From Convention to Alternatives: Rethinking Qualitative Research in Management Scholarship

Date01 January 2021
AuthorPawan Budhwar,Emmanuella Plakoyiannaki
DOIhttp://doi.org/10.1111/1467-8551.12464
Published date01 January 2021
British Journal of Management, Vol. 32, 3–6 (2021)
DOI: 10.1111/1467-8551.12464
From Convention to Alternatives:
Rethinking Qualitative Research
in Management Scholarship
Emmanuella Plakoyiannaki1and Pawan Budhwar2
1Faculty of Business, Economics and Statistics, University of Vienna, Oskar-Morgenstern-Platz 1, Vienna,
1090, Austria 2Aston Business School, Aston University, Aston Triangle, Birmingham, B4 7ET, UK
Corresponding author email: p.s.budhwar@aston.ac.uk, emmanuella.plakoyiannaki@univie.ac.at
Introduction
The eld of management is a rich, open and
complex area of scholarship that allows for
various philosophical, theoretical and method-
ological perspectives. Traditionally, the British
Journal of Management (BJM) has embraced this
diversity and proactivelyshaped research practices
(through empirical and methodological contribu-
tions) to promote different genres and styles of
writing and theorizing. As a result, qualitative re-
search in BJM proliferates, providing further op-
portunities to explain management phenomena in
the research environments in which they naturally
occur from the perspective of those who experi-
ence them (i.e. key actors). The beauty of qual-
itative research is that it draws from a range of
paradigmatic lenses, methods, means of inference
and theorizing styles. Despite its promising diver-
sity, qualitative inquiry is often reduced to a sin-
gle template or disciplinary convention,stiing au-
thors’ creativity and hindering novel theorizing in
management scholarship (Pratt, Sonenshein and
Fieldman, 2020). While conventions can be useful
for legitimizing academic discourses, they are also
meant to be problematized so as to help scholars
capture changing phenomena and drive the eld
forward.
The purpose of this editorial is to offer alterna-
tives on how to rethink qualitative research and
question the disciplinary convention in manage-
ment scholarship. In doing so, we extend recent
discussions on revisiting conventions by address-
ing four key challenges confronted by qualitative
researchers. These are linked to the role of th eory,
sampling practices,quality criteria and theorizing
styles in qualitative research. Our aim is to inspire
prospective authors to design and write quali-
tative submissions, moving beyond conventions
and drawing on alternatives that foster novel
theorizing.
The role of theory in qualitative
research: From induction to abduction
Conventionally, qualitative research has been as-
sociated with induction. Driven by Glaser and
Strauss’s (1967) grounded theory and the legiti-
macy crisis of qualitative inquiry in the eld of
management studies, scholars have strongly em-
braced inductive theory-building by allowing con-
ceptual categories to emerge from data. While the
label of ‘induction’ has been loosely used and re-
visited in numerous contexts, it has largely invited
researchers not to constrain themselves by pre-
existing theory at the outset of a study limiting the
theorizing potential of qualitative research to ex-
ploratory or discovery purposes. Despite the con-
siderable inuence of inductive theory-building in
qualitative scholarship, critics from different dis-
ciplines and philosophical traditions suggest that
in order to develop a richer understanding of the
world, weneed to connect to prior theory (Johnson
and Duberley, 2015).
© 2021 British Academy of Management and Wiley Periodicals LLC. Published by JohnWiley & Sons Ltd, 9600 Gars-
ington Road, Oxford OX4 2DQ, UK and 350 Main Street, Malden, MA, 02148, USA.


Work to be completed: Report all lines in the records that hold the string "LIMITED".

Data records
►

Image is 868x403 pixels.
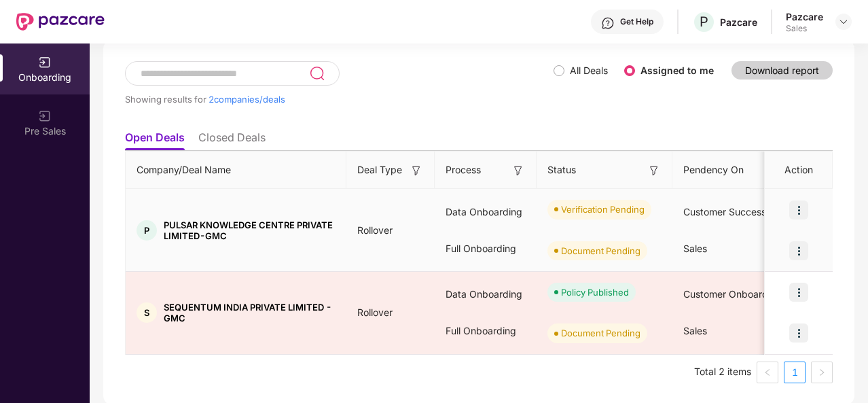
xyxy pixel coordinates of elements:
[756,361,779,383] li: Previous Page
[683,242,707,254] span: Sales
[346,224,404,236] span: Rollover
[125,130,184,150] li: Open Deals
[561,244,640,258] div: Document Pending
[640,64,714,76] label: Assigned to me
[789,323,808,342] img: icon
[357,163,402,177] span: Deal Type
[199,130,266,150] li: Closed Deals
[732,61,833,80] button: Download report
[789,241,808,260] img: icon
[756,361,779,383] button: left
[683,324,707,336] span: Sales
[784,361,806,383] li: 1
[163,220,335,241] span: PULSAR KNOWLEDGE CENTRE PRIVATE LIMITED-GMC
[786,23,823,34] div: Sales
[126,152,346,189] th: Company/Deal Name
[811,361,833,383] li: Next Page
[620,16,653,27] div: Get Help
[601,16,614,30] img: svg+xml;base64,PHN2ZyBpZD0iSGVscC0zMngzMiIgeG1sbnM9Imh0dHA6Ly93d3cudzMub3JnLzIwMDAvc3ZnIiB3aWR0aD...
[789,283,808,302] img: icon
[694,361,751,383] li: Total 2 items
[434,230,537,267] div: Full Onboarding
[511,164,525,177] img: svg+xml;base64,PHN2ZyB3aWR0aD0iMTYiIGhlaWdodD0iMTYiIHZpZXdCb3g9IjAgMCAxNiAxNiIgZmlsbD0ibm9uZSIgeG...
[409,164,423,177] img: svg+xml;base64,PHN2ZyB3aWR0aD0iMTYiIGhlaWdodD0iMTYiIHZpZXdCb3g9IjAgMCAxNiAxNiIgZmlsbD0ibm9uZSIgeG...
[163,302,335,323] span: SEQUENTUM INDIA PRIVATE LIMITED - GMC
[209,94,285,105] span: 2 companies/deals
[570,64,608,76] label: All Deals
[784,362,805,382] a: 1
[561,326,640,340] div: Document Pending
[647,164,660,177] img: svg+xml;base64,PHN2ZyB3aWR0aD0iMTYiIGhlaWdodD0iMTYiIHZpZXdCb3g9IjAgMCAxNiAxNiIgZmlsbD0ibm9uZSIgeG...
[434,276,537,313] div: Data Onboarding
[16,13,105,31] img: New Pazcare Logo
[683,163,743,177] span: Pendency On
[38,56,51,70] img: svg+xml;base64,PHN2ZyB3aWR0aD0iMjAiIGhlaWdodD0iMjAiIHZpZXdCb3g9IjAgMCAyMCAyMCIgZmlsbD0ibm9uZSIgeG...
[547,163,576,177] span: Status
[789,201,808,220] img: icon
[346,306,404,318] span: Rollover
[765,152,833,189] th: Action
[38,109,51,123] img: svg+xml;base64,PHN2ZyB3aWR0aD0iMjAiIGhlaWdodD0iMjAiIHZpZXdCb3g9IjAgMCAyMCAyMCIgZmlsbD0ibm9uZSIgeG...
[125,94,554,105] div: Showing results for
[561,202,644,216] div: Verification Pending
[811,361,833,383] button: right
[309,65,324,81] img: svg+xml;base64,PHN2ZyB3aWR0aD0iMjQiIGhlaWdodD0iMjUiIHZpZXdCb3g9IjAgMCAyNCAyNSIgZmlsbD0ibm9uZSIgeG...
[763,368,771,376] span: left
[561,286,629,299] div: Policy Published
[838,16,849,27] img: svg+xml;base64,PHN2ZyBpZD0iRHJvcGRvd24tMzJ4MzIiIHhtbG5zPSJodHRwOi8vd3d3LnczLm9yZy8yMDAwL3N2ZyIgd2...
[683,288,781,300] span: Customer Onboarding
[136,303,157,323] div: S
[445,163,481,177] span: Process
[817,368,826,376] span: right
[699,14,708,30] span: P
[136,220,157,240] div: P
[786,10,823,23] div: Pazcare
[434,193,537,230] div: Data Onboarding
[434,313,537,349] div: Full Onboarding
[683,206,766,218] span: Customer Success
[720,15,757,29] div: Pazcare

◄

Reply to the exercise:
[163,220,335,241] span: PULSAR KNOWLEDGE CENTRE PRIVATE LIMITED-GMC
[163,302,335,323] span: SEQUENTUM INDIA PRIVATE LIMITED - GMC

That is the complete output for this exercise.